If blacklist.prev is missing (first run, or manually deleted), the script
treats the current upstream_new as the baseline. This means manual
additions made before the first sync are lost -- on the first run with a
fresh .prev, add them to whitelist instead (where they will survive)
or add them after the first sync completes.
Edge cases
First run
blacklist.prev does not exist, blacklist may or may not exist.
upstream_prev = upstream_new, so custom = local - upstream_new (anything
in local that is not upstream). After the run, .prev exists and
subsequent runs use the normal path.
Empty or missing whitelist
If whitelist is missing or empty, whitelist = set() and the subtraction
is a no-op. The merge degenerates to a plain upstream sync with local
additions preserved.
Empty or missing blacklist
If blacklist is missing, local = set(), custom = set(), and
result = upstream_new - whitelist. Equivalent to a fresh install.
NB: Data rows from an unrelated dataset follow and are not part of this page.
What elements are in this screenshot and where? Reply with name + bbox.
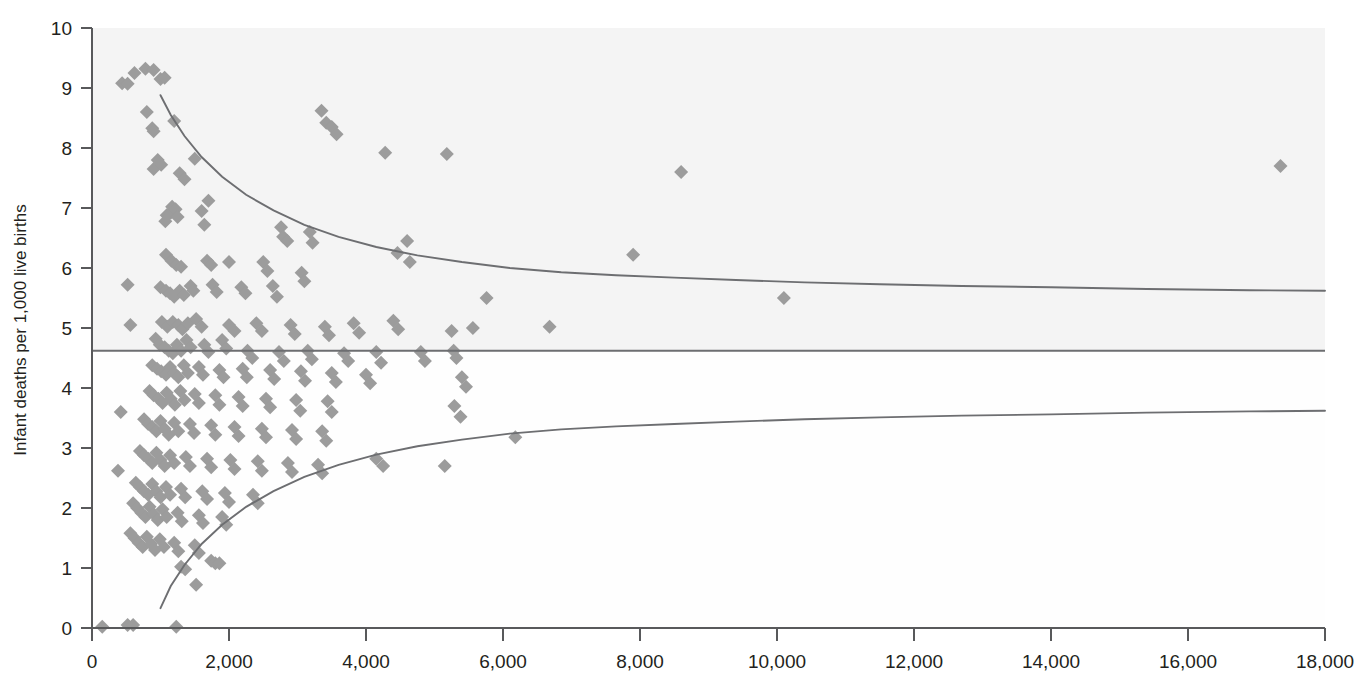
y-tick-label-2: 2 bbox=[61, 498, 72, 519]
y-axis-title: Infant deaths per 1,000 live births bbox=[11, 204, 30, 455]
y-tick-label-7: 7 bbox=[61, 198, 72, 219]
x-tick-label-6000: 6,000 bbox=[479, 651, 527, 672]
y-tick-label-8: 8 bbox=[61, 138, 72, 159]
y-tick-label-6: 6 bbox=[61, 258, 72, 279]
y-tick-label-5: 5 bbox=[61, 318, 72, 339]
x-tick-label-2000: 2,000 bbox=[205, 651, 253, 672]
x-tick-label-12000: 12,000 bbox=[885, 651, 943, 672]
y-tick-label-0: 0 bbox=[61, 618, 72, 639]
chart-canvas: 012345678910 02,0004,0006,0008,00010,000… bbox=[0, 0, 1360, 675]
x-tick-label-0: 0 bbox=[87, 651, 98, 672]
x-tick-label-18000: 18,000 bbox=[1296, 651, 1354, 672]
x-tick-label-16000: 16,000 bbox=[1159, 651, 1217, 672]
x-axis-ticks: 02,0004,0006,0008,00010,00012,00014,0001… bbox=[87, 628, 1354, 672]
x-tick-label-8000: 8,000 bbox=[616, 651, 664, 672]
x-tick-label-4000: 4,000 bbox=[342, 651, 390, 672]
y-tick-label-3: 3 bbox=[61, 438, 72, 459]
y-tick-label-1: 1 bbox=[61, 558, 72, 579]
y-tick-label-4: 4 bbox=[61, 378, 72, 399]
y-tick-label-10: 10 bbox=[51, 18, 72, 39]
x-tick-label-10000: 10,000 bbox=[748, 651, 806, 672]
y-axis-ticks: 012345678910 bbox=[51, 18, 92, 639]
x-tick-label-14000: 14,000 bbox=[1022, 651, 1080, 672]
plot-background bbox=[92, 28, 1325, 628]
funnel-plot-chart: 012345678910 02,0004,0006,0008,00010,000… bbox=[0, 0, 1360, 675]
y-tick-label-9: 9 bbox=[61, 78, 72, 99]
Upstream removes an entry that is also in the whitelist
Harmless. upstream_new does not contain it, so merged does not contain
it, and the whitelist subtraction removes nothing (the entry was already
absent). The whitelist entry stays as a harmless no-op for future syncs.
An entry appears in both whitelist and blacklist custom additions
You manually added *.foo to blacklist and also added *.foo to
whitelist. The whitelist wins: *.foo is in custom, survives the
union, then gets stripped by the final subtraction. The committed
blacklist will not contain *.foo. The custom entry is effectively
invisible until you remove *.foo from whitelist.
Reporting
Each sync run logs four lines to the workflow output:
[blacklist] Upstream added: [...]
[blacklist] Upstream removed: [...]
[blacklist] Custom preserved: [...]
[blacklist] Whitelist stripped: [...]
These are sorted lists showing exactly what changed. Check the Actions run log after any sync to see what happened, especially if a consumer reports unexpected behaviour.
Full script
import urllib.request
UPSTREAM_URL = "https://raw.githubusercontent.com/Cleanuparr/Cleanuparr/main/blacklist"
BLACKLIST = "blacklist"
BLACKLIST_PREV = "blacklist.prev"
WHITELIST = "whitelist"
def read_lines(path):
try:
with open(path) as f:
return set(line.strip() for line in f if line.strip())
except FileNotFoundError:
return set()
def main():
with urllib.request.urlopen(UPSTREAM_URL) as r:
upstream_new = set(
line.strip() for line in r.read().decode().splitlines() if line.strip()
)
upstream_prev = read_lines(BLACKLIST_PREV)
if not upstream_prev:
upstream_prev = upstream_new.copy()
local = read_lines(BLACKLIST)
whitelist = read_lines(WHITELIST)
custom = local - upstream_prev
merged = upstream_new | custom
result = merged - whitelist
with open(BLACKLIST, "w") as f:
f.write("\n".join(sorted(result)) + "\n")
with open(BLACKLIST_PREV, "w") as f:
f.write("\n".join(sorted(upstream_new)) + "\n")
Logging and the __main__ guard are omitted above for clarity. See
scripts/merge_blocklists.py in the repository for the full source.